Diagnostics

Diagnosis is the entry point to TB care, yet the largest gap in the tuberculosis care cascade is in identifying individuals with TB disease. Some 4 million TB cases per year go undiagnosed, and thus untreated—leaving people with TB sick and at risk of death and allowing more opportunity for the disease to spread. Challenges with current diagnostic tests contribute to this gap. The best currently available molecular tests are not suitable for many settings where people seek care, and rely on sputum, which is challenging for children and people living with HIV to produce.

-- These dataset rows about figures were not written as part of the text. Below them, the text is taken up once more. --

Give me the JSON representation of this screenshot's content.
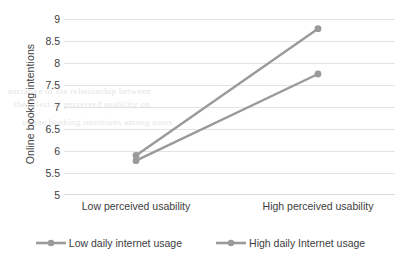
{
  "chart_data": {
    "type": "line",
    "title": "",
    "xlabel": "",
    "ylabel": "Online booking intentions",
    "categories": [
      "Low perceived usability",
      "High perceived usability"
    ],
    "ylim": [
      5,
      9
    ],
    "ytick_labels": [
      "5",
      "5.5",
      "6",
      "6.5",
      "7",
      "7.5",
      "8",
      "8.5",
      "9"
    ],
    "ytick_values": [
      5,
      5.5,
      6,
      6.5,
      7,
      7.5,
      8,
      8.5,
      9
    ],
    "grid": true,
    "legend_position": "bottom",
    "series": [
      {
        "name": "Low daily internet usage",
        "values": [
          5.78,
          7.75
        ],
        "color": "#9a9a9a",
        "marker": "circle"
      },
      {
        "name": "High daily Internet usage",
        "values": [
          5.9,
          8.78
        ],
        "color": "#9a9a9a",
        "marker": "circle"
      }
    ]
  },
  "legend": {
    "items": [
      {
        "label": "Low daily internet usage"
      },
      {
        "label": "High daily Internet usage"
      }
    ]
  },
  "background_text": {
    "line1": "narrative of the relationship between",
    "line2": "the effect of perceived usability on",
    "line3": "online booking intentions among users"
  }
}
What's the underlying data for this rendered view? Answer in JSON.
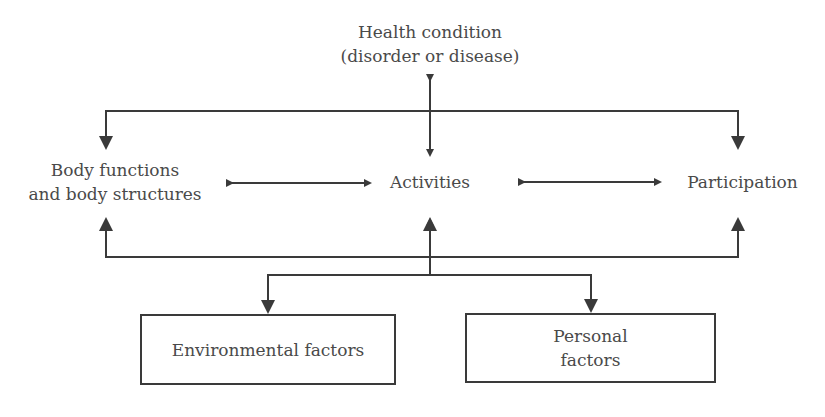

SMART4TB is focused on bringing accurate TB tests to the points where people seek care, through two main activities: technology scouting to identify promising technologies for co-development and clinical evaluation, and a trial platform to assess the accuracy of diagnostics ready for evaluation.

Adithya Cattamanchi
University of California, Irvine

 

Yuka Manabe
Johns Hopkins University

Claudia Denkinger
Heidelberg University

Maunank Shah
Johns Hopkins University

Kristin Kremer
KNCV Tuberculosis Foundation

Devan Jaganath
University of California, San Francisco

Nilesh Bhatt
Elizabeth Glaser Pediatric AIDS Foundation

Activities
    • Tech scouting: The goal of this activity is to identify and review novel promising point-of-care TB diagnostics for development support. SMART4TB launched the first stage of partner selection in 2023, leading to the announcement of four awardees in 2024. These partners have been granted funding and technical assistance to advance the development of oral swab-based TB assays compatible with their existing POC molecular platforms. Tests that meet the benchmarking and feasibility criteria at the end of this stage may be eligible for future funding and assistance to support iterative development towards clinical evaluation and eventual design lock.

      In parallel, we are actively seeking new partners through technical scouting for in-kind support through the large-scale, multi-center clinical evaluation of the accuracy of design-locked TB diagnostics in the ADAPT and ADAPT for Kids trials.

    • Assessing Diagnostics At Point-of-care for Tuberculosis (ADAPT): Promising existing technologies and those developed via SMART4TB’s tech scouting process need clinical evaluation to assess their suitability for diagnosing TB in the field. The Assessing Diagnostics At Point-of-care for Tuberculosis (ADAPT) trial serves as a platform to evaluate the diagnostic accuracy, yield, and acceptability of novel point-of-care TB diagnostics through a standardized protocol for TB diagnostic accuracy. ADAPT will first rigorously evaluate the performance of using tongue swab samples on Xpert MTB/RIF Ultra, a rapid molecular test endorsed by WHO for detecting TB via sputum, and Truenat MTB Ultima, to determine whether they are an effective alternative method for diagnosing TB. Read more about the ADAPT trial in our press release and on ClinicalTrials.gov.

    • ADAPT for Kids: Ensuring the inclusion of children, often neglected in diagnostics research and especially in need of non-sputum based tests given the difficulty for children of producing sputum, SMART4TB is also evaluating a novel, oral swab point-of-care TB tests in children with presumptive TB. The study began enrollment in Mozambique in late 2023, with plans for a second site in Uganda in 2024. Read more in our press release and on Clinicaltrials.gov

Partners & Collaboration

SMART4TB’s leverages partnerships with the U.S. National Institute of Allergy and Infectious Diseases-funded Rapid Research in Diagnostics Development for TB Network (R2D2 TB Network),Feasibility of Novel Diagnostics for TB (FEND-TB),  and the Unitaid-funded DriveDx4TB project.

For the ADAPT trial, SMART4TB is partnering with the Zankli Research Centre at Bingham University in Nigeria, De La Salle Medical and Health Sciences Institute in the Philippines and Centre for Infectious Disease Research in Zambia.

For the ADAPT for Kids trial, SMART4TB is partnering with Instituto Nacional de Saúde in Mozambique and Mulago National Referral Hospital in Uganda.

Diagnostic tech partners include Boditech Med, Co-Diagnostics, Nuclein and Molbio Diagnostics.

Input from USAID, USAID country missions, the SMART4TB Regional Collaboratives, and our investigator network is also essential to optimizing SMART4TB’s diagnostic research.